“Yes,” said Joe, “that is true. The Piegans like the open prairie, where there is always plenty of light and where you can see a long way. The only people here that go much into the mountains are the Kootenays and the Stonies. Sometimes the Bloods go in a little way to hunt or trap beaver, but not far. Plenty of men in my tribe would stop right here; they would not go any further. Up above here, on this lake, I see that the mountains come close together, and there is only just room enough for the water to get through. We don’t know what there is beyond there and we do not want to go to meet the dangers that may be there.”

“Why,” said Jack, “you don’t feel that way, do you, Joe? You’ve been pretty nearly raised among white people. You are not afraid of the mountains, are you?”

“No,” replied Joe, “I’m not much afraid of them. I’m a little afraid, but I don’t know what there is up behind these rocks that we see ahead of us. Only to-day we saw this awful big bear that you killed. Maybe up in the mountains there are more bears and bigger ones and worse. I would like to see what there is up there, but then I know that it may be very dangerous to go there.”

“Well,” said Hugh, with a smile, “we haven’t talked much about it, but I thought we’d just go up here along the lake and get to the head of it and then follow up the river that comes into it and keep on climbing until we got to the head of that river. Somewhere, not very far away, it must begin, and must come falling down from these high peaks, because not very far beyond here there are other rivers running the other way, so that we are here somewhere near the backbone of this country.

“Well,” said Joe, “I’d like to see it. In old times you know the Piegans were not afraid of the mountains as they are now. In old times they used to cross over these mountains and go beyond, into the country of the Snakes and the Kootenays and the River people,[A] and used to take horses from them and drive them back through the mountains; also, they used to go through the mountains and make long journeys to war to the southwest, and if they found little parties of white men who were trapping or trading, they would try and take their horses and a scalp or two, if they could. I have heard old people tell about how their fathers used to go on these war journeys and used to fight everyone that they met, white people or Indians.”

[A] The Kalespelms, more commonly called Flathead Indians, who dwell on and near Lake Pend d’Oreille.

“Yes,” said Hugh, “that’s so.
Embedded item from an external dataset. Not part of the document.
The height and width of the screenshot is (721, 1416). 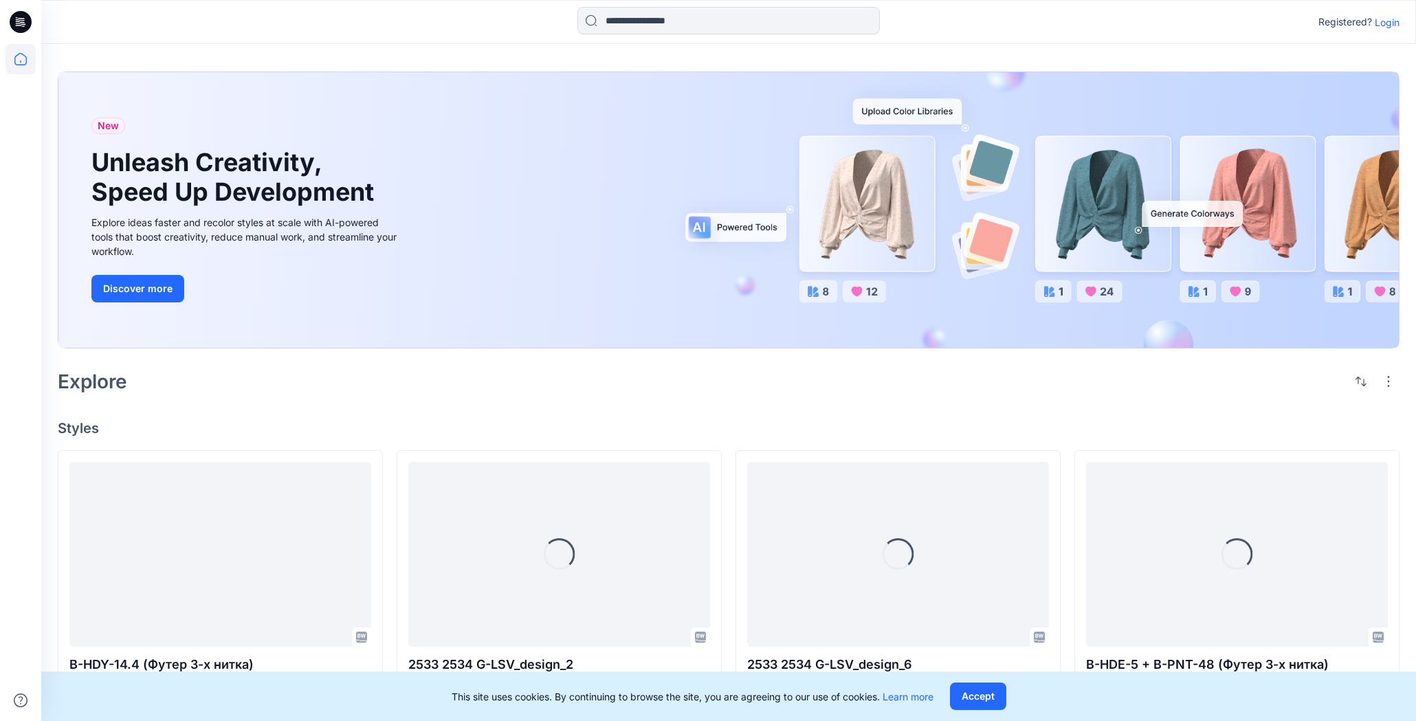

In the early days before my time the Blackfeet were thought to be a terrible people.”

“Yes, indeed,” said Jack, “I’ve read some of the old books about the early trappers and they are always talking about the danger from the Blackfeet, and how they would lie in wait for the trappers, as they went along the streams gathering their fur in the morning, and kill them, or how they would try to run off their horses. Sometimes they would have big battles with them. The trappers, I think, were mostly at peace with the Snakes and perhaps with other tribes, and often camped with them, and when the Blackfeet were troublesome, if the trappers had Indian allies, they often used to follow up the Blackfeet, and punish them pretty severely for the raids they had made on them.”

“Well,” said Hugh, “as I was saying, we haven’t talked much about this and none of us here know much about the country ahead of us. I came up once, trapping, as far as the head of the lake. I got a few beaver, and once I killed an elk just above the head of the lake, but beyond there I have not been. Still, I guess we’ll be able to find our way. The valley is narrow and the mountains high on either side, and we cannot very well get out of that trough, but, on the other hand, it may be pretty bad going there. The whole valley may be a swamp or a succession of little lakes and it’s possible that we can’t find a way to the head of it at all. The only way to learn about it is to try. Anyhow, it’s new country. I never heard of anybody going up on the river above the lake, except one man, old man Ellis. He told me once about going up there and said that he got across to the other side of the range, but he said it was pretty hard traveling for the animals, and that in one place they had to lower their horses by ropes over some bad places.”

“Do you mean to say, Hugh, that no white men have been up here, except that one?”